Those swirling lines and triangular symbols on a weather map are a language. Once you can read it, a single chart tells …
Sharing your station’s data to networks like Weather Underground and the Ambient network is free, easy, and turns your h…
Measuring air temperature accurately is far harder than it looks, and most home stations get it wrong for one avoidable …
Fog is simply a cloud at ground level, but the different ways it forms explain why some mornings are socked in and other…
A heat dome can lock a region into days of dangerous, record-breaking heat. The mechanism behind it is a particular trap…
La Niña reshuffles weather patterns across the globe in broadly predictable ways. Here’s what the pattern is, and the ki…
Istanbul straddles the Bosphorus strait in northwestern Turkey, the waterway dividing Europe from Asia and linking the Black Sea to the Sea of Marmara, at approximately 41.01°N, 28.98°E. It has a transitional climate on the boundary between Mediterranean, humid subtropical and oceanic types — hot, fairly dry summers and cool, wet winters — shaped by the surrounding seas and by its exposure to both Mediterranean and Black Sea weather.
Summer, from June to September, is warm to hot and relatively dry, with July and August the warmest months — average highs around 28–29°C — and often humid thanks to the surrounding water. Hot spells can climb higher, but sea breezes off the Bosphorus and Marmara temper the heat. Rain is much reduced compared with winter, though the city is not as bone-dry in summer as the Mediterranean coasts further south, and occasional showers occur.
Winter, from December to March, is cool, wet and often grey, with January and February the coldest — average highs around 8–10°C and lows near 3–5°C. Cold outbreaks of continental air can bring sharp chills and snowfall, which settles across the city several times most winters, sometimes heavily, while the cold northeasterly Poyraz wind off the Black Sea sharpens the feeling of cold. Rain, wind and damp dominate the season.
Istanbul is fairly wet, receiving around 730–850 mm of rain a year, with a clear autumn-to-winter maximum — December is typically the wettest month — and a drier, though not rainless, summer. A share of the winter total falls as snow. Live rainfall, humidity, and pressure readings for the city are shown in the panels above.
Istanbul's position between two seas and two air-mass regimes gives it changeable, transitional weather quite unlike the dry Mediterranean south of Turkey: it can see Balkan-style snow in winter and Mediterranean warmth in summer. Local winds off the Black Sea, especially the cold northeasterly Poyraz and the milder southwesterly Lodos, drive many of its day-to-day shifts, and the Bosphorus can occasionally fill with fog that halts shipping.
To follow any single measurement in Istanbul more closely, use our live instruments: the online barometer for atmospheric pressure, the thermometer for temperature, the hygrometer for humidity, the anemometer for wind speed, the wind vane for wind direction, and the rain gauge for rainfall.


* _TASK GOAL_
The string "pixels" appears in some lines of the data. Report how many, with no other words.

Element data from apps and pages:
BEGIN
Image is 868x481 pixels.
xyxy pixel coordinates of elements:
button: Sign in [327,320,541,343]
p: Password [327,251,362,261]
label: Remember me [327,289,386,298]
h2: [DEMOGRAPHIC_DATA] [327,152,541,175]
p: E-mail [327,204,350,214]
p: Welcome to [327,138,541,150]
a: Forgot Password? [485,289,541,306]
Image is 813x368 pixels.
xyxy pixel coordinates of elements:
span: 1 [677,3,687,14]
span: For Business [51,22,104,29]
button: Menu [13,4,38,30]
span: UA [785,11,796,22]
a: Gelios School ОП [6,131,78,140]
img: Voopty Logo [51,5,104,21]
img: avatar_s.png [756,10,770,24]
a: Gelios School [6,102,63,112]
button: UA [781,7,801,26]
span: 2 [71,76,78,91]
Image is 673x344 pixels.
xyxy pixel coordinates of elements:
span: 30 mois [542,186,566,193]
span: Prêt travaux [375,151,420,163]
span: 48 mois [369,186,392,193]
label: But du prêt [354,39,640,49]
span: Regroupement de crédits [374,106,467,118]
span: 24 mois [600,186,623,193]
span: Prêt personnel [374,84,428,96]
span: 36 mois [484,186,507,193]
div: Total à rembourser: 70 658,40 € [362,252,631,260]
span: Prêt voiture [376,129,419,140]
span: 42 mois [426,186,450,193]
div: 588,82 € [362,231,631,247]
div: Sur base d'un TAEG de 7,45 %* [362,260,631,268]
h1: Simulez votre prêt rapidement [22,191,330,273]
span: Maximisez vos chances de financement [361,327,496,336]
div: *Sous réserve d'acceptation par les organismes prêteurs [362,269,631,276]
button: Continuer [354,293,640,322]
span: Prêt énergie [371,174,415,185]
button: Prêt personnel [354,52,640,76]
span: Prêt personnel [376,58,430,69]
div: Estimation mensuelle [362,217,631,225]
END
* _TASK OUTPUT_
3